This subject will appear off-topic initially but bear with me.
The Economist magazine has a long article, "Japan's technology champions," about the mid-sized highly specialized companies which dominate several manufacturing fields
link here. The prime example is the world's sole maker of the huge forged pressure vessels for nuclear power plants. But there are a host of others that number among the top two or three firms in their industry. All share a characteristic attention to rigorous quality standards.
While computers, for example, have become commodities, certain components are highly technical and hard to make, like the substrate in the fabrication of chips. The article notes that for these firms, the "technology is tacit, not formal. It cannot be transmitted by writing a manual or reading a patent application. Rather it accumulates by working with colleagues over many years. This poses a barrier to entry for rivals."
Other features of these firms result, including their avoiding mergers based on the fact that the strength of the company lies in its current employees, their heavy spending on r & d, on keeping the core technology secret, on owning their supply chain, and even on manufacturing their own specialized tools.
Here again, we see that technical progress is not the result of patents or copyrights, but from the tradition of innovation that put these firms at the top of their industries. This is particularly important as economies pass from the copying and catch-up phases that we see in the emerging industrial states. The next stage is developing the innovative technical skills on which rising incomes in leading economies like the US will depend.
The key some (or many) times is found in the details. Patents essentially/typically don't give away real details of value yet are allowed to be used to block off growth in that wider scope. The system rewards broadness and vagueness over details, as being as general as possible creates the largest subsidy for the patent holder.
If a detail is good, companies keep it secret. If it is bad or stands to gain them much leverage against competitors and customers through a patent, then it is patented.
Software patents in particular are ridiculous.
Also, trade secrets don't hurt other's ability to innovate freely, but patents do since they take away the rights of millions of people; thus, for starters, patents should provide society and those whose rights have been removed with MORE not less than what trade secrets provide.
Removing the existing rights of millions, for a long time (of one's career), frequently, in exchange for virtually nothing, can likely never be argued rationally to be a way to promote the progress of science and useful arts.
However, the overhead costs of the patent system does mean that competition is limited to those able to put up with that cost; thus, the patent system serves the ends of those that want power consolidated and competition limited and controlled. The cost of doing business just gets passed on to the consumer while control is preserved.
I really wish the individual consumer were better represented in [US] Congress. Although, it is certainly possible that the average citizen may simply not realize s/he could be having more for less through a downsizing of the USPTO and of the unconstitutional patent law.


* _TO DO_:
Return every record exactly as it appears. Leave nothing out.

### GIVEN RECORDS

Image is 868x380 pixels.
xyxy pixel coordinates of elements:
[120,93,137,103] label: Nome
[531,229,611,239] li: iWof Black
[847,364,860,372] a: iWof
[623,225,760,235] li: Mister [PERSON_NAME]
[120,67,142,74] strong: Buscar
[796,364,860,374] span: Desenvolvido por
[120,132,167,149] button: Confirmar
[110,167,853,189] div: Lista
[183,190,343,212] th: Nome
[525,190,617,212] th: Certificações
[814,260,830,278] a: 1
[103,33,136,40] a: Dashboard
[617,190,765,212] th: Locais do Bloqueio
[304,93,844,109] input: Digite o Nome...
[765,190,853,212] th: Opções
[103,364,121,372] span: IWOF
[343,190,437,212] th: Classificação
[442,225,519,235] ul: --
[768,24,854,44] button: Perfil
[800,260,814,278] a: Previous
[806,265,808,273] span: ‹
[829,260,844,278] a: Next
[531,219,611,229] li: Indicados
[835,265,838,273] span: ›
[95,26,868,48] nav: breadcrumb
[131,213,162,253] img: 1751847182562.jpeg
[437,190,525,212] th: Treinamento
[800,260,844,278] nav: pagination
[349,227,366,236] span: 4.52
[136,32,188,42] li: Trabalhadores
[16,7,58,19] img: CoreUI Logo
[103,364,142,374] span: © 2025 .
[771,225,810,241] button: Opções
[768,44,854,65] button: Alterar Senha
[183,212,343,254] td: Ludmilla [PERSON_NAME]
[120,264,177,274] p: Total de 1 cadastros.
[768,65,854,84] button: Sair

######

* _RESPONSE BELOW_:
Image is 868x380 pixels.
xyxy pixel coordinates of elements:
[120,93,137,103] label: Nome
[531,229,611,239] li: iWof Black
[847,364,860,372] a: iWof
[623,225,760,235] li: Mister [PERSON_NAME]
[120,67,142,74] strong: Buscar
[796,364,860,374] span: Desenvolvido por
[120,132,167,149] button: Confirmar
[110,167,853,189] div: Lista
[183,190,343,212] th: Nome
[525,190,617,212] th: Certificações
[814,260,830,278] a: 1
[103,33,136,40] a: Dashboard
[617,190,765,212] th: Locais do Bloqueio
[304,93,844,109] input: Digite o Nome...
[765,190,853,212] th: Opções
[103,364,121,372] span: IWOF
[343,190,437,212] th: Classificação
[442,225,519,235] ul: --
[768,24,854,44] button: Perfil
[800,260,814,278] a: Previous
[806,265,808,273] span: ‹
[829,260,844,278] a: Next
[531,219,611,229] li: Indicados
[835,265,838,273] span: ›
[95,26,868,48] nav: breadcrumb
[131,213,162,253] img: 1751847182562.jpeg
[437,190,525,212] th: Treinamento
[800,260,844,278] nav: pagination
[349,227,366,236] span: 4.52
[136,32,188,42] li: Trabalhadores
[16,7,58,19] img: CoreUI Logo
[103,364,142,374] span: © 2025 .
[771,225,810,241] button: Opções
[768,44,854,65] button: Alterar Senha
[183,212,343,254] td: Ludmilla [PERSON_NAME]
[120,264,177,274] p: Total de 1 cadastros.
[768,65,854,84] button: Sair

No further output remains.